Zebra/book/src/dev/rfcs/0000-template.md

5.6 KiB

Summary

One paragraph explanation of the feature.

Motivation

Why are we doing this? What use cases does it support? What is the expected outcome?

Definitions

Lay out explicit definitions of any terms that are newly introduced or which cause confusion during the RFC design process.

Guide-level explanation

Explain the proposal as if it was already included in the project and you were teaching it to another Zebra programmer. That generally means:

  • Introducing new named concepts.
  • Explaining the feature largely in terms of examples.
  • Explaining how Zebra programmers should think about the feature, and how it should impact the way they use Zebra. It should explain the impact as concretely as possible.
  • If applicable, provide sample error messages, deprecation warnings, migration guidance, or test strategies.
  • If applicable, describe the differences between teaching this to existing Zebra programmers and new Zebra programmers.

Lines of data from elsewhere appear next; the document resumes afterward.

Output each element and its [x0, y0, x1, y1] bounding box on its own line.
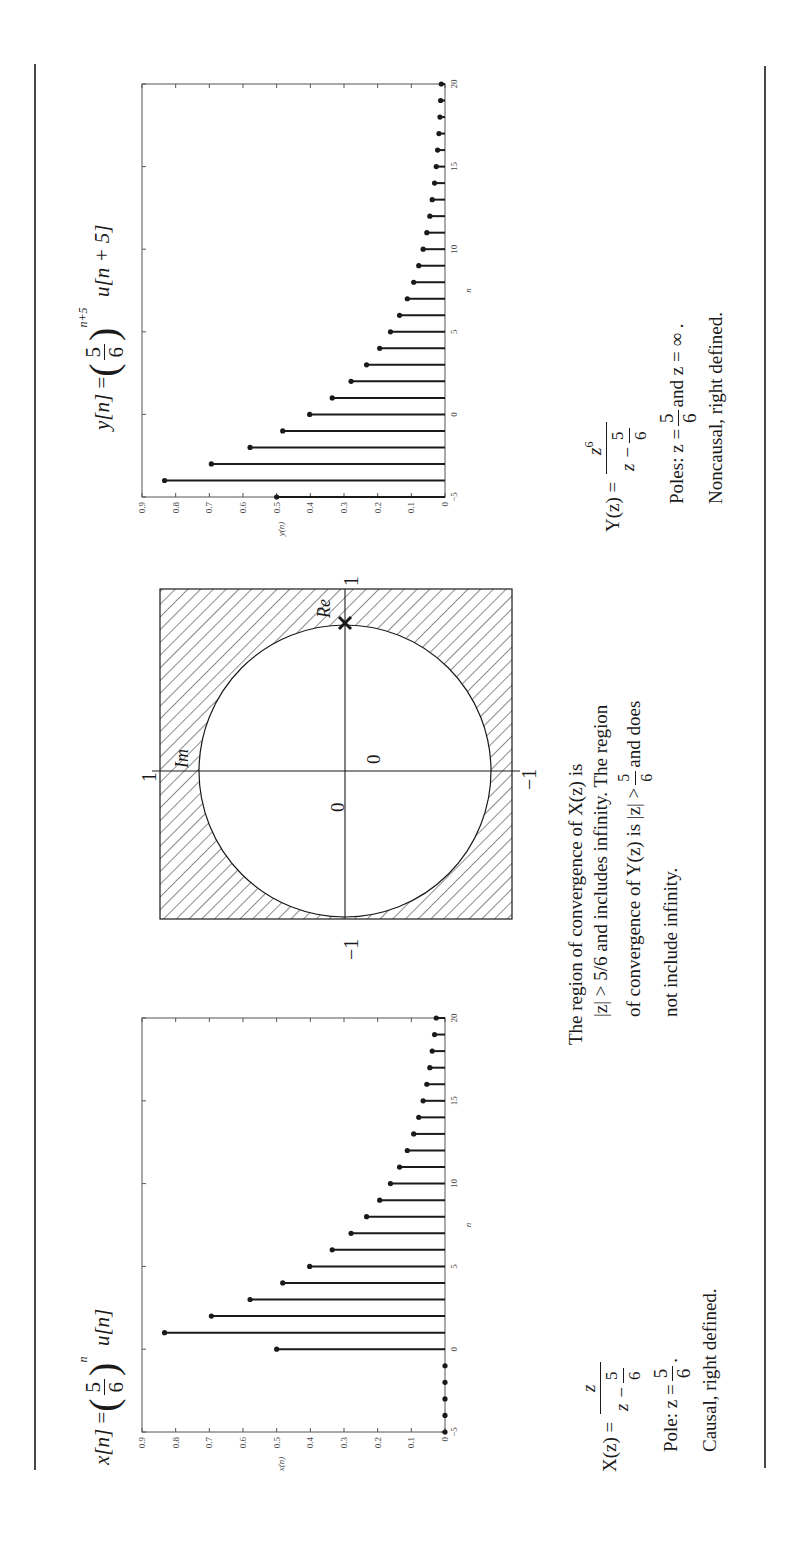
stem-marker: [377, 346, 382, 351]
pz-re-label: Re: [314, 599, 335, 618]
pz-tick-re-neg: −1: [340, 939, 363, 960]
stem-marker: [411, 1131, 416, 1136]
stem-marker: [427, 214, 432, 219]
stem-marker: [421, 247, 426, 252]
n-tick-label: 0: [449, 1346, 459, 1351]
pole-zero-diagram: [152, 589, 520, 919]
stem-marker: [397, 313, 402, 318]
x-pole-line: Pole: z =56.: [650, 1288, 695, 1472]
n-axis-label: n: [463, 288, 473, 293]
fraction-den: 6: [624, 1369, 646, 1384]
x-stem-plot: 00.10.20.30.40.50.60.70.80.9−505101520nx…: [137, 1013, 473, 1472]
stem-marker: [364, 362, 369, 367]
n-tick-label: 10: [449, 244, 459, 254]
fraction-num: 5: [82, 1379, 105, 1396]
stem-marker: [280, 1280, 285, 1285]
n-axis-label: n: [463, 1222, 473, 1227]
value-tick-label: 0.7: [204, 1437, 214, 1449]
x-transform-label: X(z): [599, 1437, 620, 1472]
num-base: z: [584, 448, 605, 455]
stem-marker: [416, 263, 421, 268]
value-tick-label: 0.5: [272, 502, 282, 514]
num-exponent: 6: [582, 442, 596, 448]
fraction-num: 5: [613, 771, 636, 785]
roc-description: The region of convergence of X(z) is |z|…: [563, 701, 683, 1045]
roc-line-3: of convergence of Y(z) is |z| >56and doe…: [613, 701, 658, 1045]
stem-marker: [442, 1413, 447, 1418]
stem-marker: [209, 461, 214, 466]
stem-marker: [421, 1098, 426, 1103]
stem-marker: [432, 1032, 437, 1037]
stem-marker: [397, 1164, 402, 1169]
stem-marker: [434, 164, 439, 169]
pole-prefix: Pole: z =: [660, 1384, 681, 1452]
unit-step: u[n]: [90, 1309, 114, 1346]
paren-close: ): [81, 1363, 126, 1376]
stem-marker: [388, 1181, 393, 1186]
y-stem-plot: 00.10.20.30.40.50.60.70.80.9−505101520ny…: [137, 79, 473, 537]
value-tick-label: 0.2: [373, 1437, 383, 1448]
n-tick-label: −5: [449, 1427, 459, 1437]
stem-marker: [280, 428, 285, 433]
stem-marker: [437, 114, 442, 119]
poles-prefix: Poles: z =: [666, 429, 687, 504]
y-signal-label: y[n]: [90, 394, 114, 430]
stem-marker: [307, 1264, 312, 1269]
stem-marker: [424, 1082, 429, 1087]
fraction-den: z −56: [607, 423, 652, 474]
base-fraction: 56: [82, 344, 127, 361]
stem-marker: [430, 197, 435, 202]
stem-marker: [427, 1065, 432, 1070]
value-tick-label: 0.1: [406, 1437, 416, 1448]
n-tick-label: 15: [449, 162, 459, 172]
x-classification: Causal, right defined.: [697, 1288, 722, 1472]
n-tick-label: −5: [449, 492, 459, 502]
roc-fraction: 56: [613, 771, 658, 785]
pz-tick-im-pos: 1: [138, 772, 161, 782]
stem-marker: [434, 1015, 439, 1020]
stem-marker: [162, 1330, 167, 1335]
value-tick-label: 0.4: [305, 502, 315, 514]
value-tick-label: 0.5: [272, 1437, 282, 1449]
n-tick-label: 5: [449, 329, 459, 334]
exponent: n: [76, 1357, 90, 1363]
stem-marker: [388, 329, 393, 334]
poles-fraction: 56: [656, 410, 701, 426]
stem-marker: [442, 1380, 447, 1385]
equals-sign: =: [90, 377, 114, 389]
poles-suffix: and z = ∞ .: [666, 324, 687, 408]
stem-marker: [307, 412, 312, 417]
fraction-num: 5: [601, 1369, 624, 1384]
n-tick-label: 0: [449, 412, 459, 417]
equals-sign: =: [602, 482, 623, 493]
n-tick-label: 20: [449, 79, 459, 89]
pz-tick-im-neg: −1: [518, 769, 541, 790]
y-transform-label: Y(z): [602, 497, 623, 532]
inner-fraction: 56: [601, 1369, 646, 1384]
value-axis-label: y(n): [276, 522, 286, 538]
fraction-num: z6: [578, 423, 607, 474]
roc-line-3-suffix: and does: [623, 701, 644, 768]
roc-line-1: The region of convergence of X(z) is: [563, 701, 588, 1045]
value-tick-label: 0.7: [204, 502, 214, 514]
stem-marker: [330, 1247, 335, 1252]
pz-tick-re-pos: 1: [340, 576, 363, 586]
stem-marker: [348, 1231, 353, 1236]
stem-marker: [430, 1049, 435, 1054]
roc-hatched-region: [160, 589, 512, 919]
paren-open: (: [81, 363, 126, 376]
pole-fraction: 56: [650, 1366, 695, 1382]
stem-marker: [348, 379, 353, 384]
stem-marker: [442, 1396, 447, 1401]
fraction-num: 5: [82, 344, 105, 361]
n-tick-label: 15: [449, 1096, 459, 1106]
stem-marker: [274, 494, 279, 499]
plot-frame: [142, 84, 445, 497]
stem-marker: [274, 1347, 279, 1352]
stem-marker: [364, 1214, 369, 1219]
den-left: z −: [617, 446, 638, 471]
fraction-den: 6: [673, 1366, 695, 1382]
equals-sign: =: [599, 1422, 620, 1433]
fraction-num: 5: [650, 1366, 673, 1382]
stem-marker: [405, 296, 410, 301]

For implementation-oriented RFCs (e.g. for Zebra internals), this section should focus on how Zebra contributors should think about the change, and give examples of its concrete impact. For policy RFCs, this section should provide an example-driven introduction to the policy, and explain its impact in concrete terms.

Reference-level explanation

This is the technical portion of the RFC. Explain the design in sufficient detail that:

  • Its interaction with other features is clear.
  • It is reasonably clear how the feature would be implemented, tested, monitored, and maintained.
  • Corner cases are dissected by example.

The section should return to the examples given in the previous section, and explain more fully how the detailed proposal makes those examples work.

Module Structure

Describe the crate and modules that will implement the feature.

Test Plan

Explain how the feature will be tested, including:

  • tests for consensus-critical functionality
  • existing test vectors, if available
  • Zcash blockchain block test vectors (specify the network upgrade, feature, or block height and network)

The tests should cover:

  • positive cases: make sure the feature accepts valid inputs
  • negative cases: make sure the feature rejects invalid inputs
  • edge cases: make sure that boundary conditions are correctly handled

Drawbacks

Why should we not do this?

Rationale and alternatives

  • What makes this design a good design?
  • Is this design a good basis for later designs or implementations?
  • What other designs have been considered and what is the rationale for not choosing them?
  • What is the impact of not doing this?

Prior art

Discuss prior art, both the good and the bad, in relation to this proposal. A few examples of what this can include are:

  • For community proposals: Is this done by some other community and what were their experiences with it?
  • For other teams: What lessons can we learn from what other communities have done here?
  • Papers: Are there any published papers or great posts that discuss this? If you have some relevant papers to refer to, this can serve as a more detailed theoretical background.

This section is intended to encourage you as an author to think about the lessons from other projects, to provide readers of your RFC with a fuller picture. If there is no prior art, that is fine - your ideas are interesting to us whether they are brand new or if they are an adaptation from other projects.

Note that while precedent set by other projects is some motivation, it does not on its own motivate an RFC. Please also take into consideration that Zebra sometimes intentionally diverges from common Zcash features and designs.

Unresolved questions

  • What parts of the design do you expect to resolve through the RFC process before this gets merged?
  • What parts of the design do you expect to resolve through the implementation of this feature before stabilization?
  • What related issues do you consider out of scope for this RFC that could be addressed in the future independently of the solution that comes out of this RFC?

Future possibilities

Think about what the natural extension and evolution of your proposal would be and how it would affect Zebra and Zcash as a whole. Try to use this section as a tool to more fully consider all possible interactions with the project and cryptocurrency ecosystem in your proposal. Also consider how the this all fits into the roadmap for the project and of the relevant sub-team.

This is also a good place to "dump ideas", if they are out of scope for the RFC you are writing but otherwise related.

If you have tried and cannot think of any future possibilities, you may simply state that you cannot think of anything.

Note that having something written down in the future-possibilities section is not a reason to accept the current or a future RFC; such notes should be in the section on motivation or rationale in this or subsequent RFCs. The section merely provides additional information.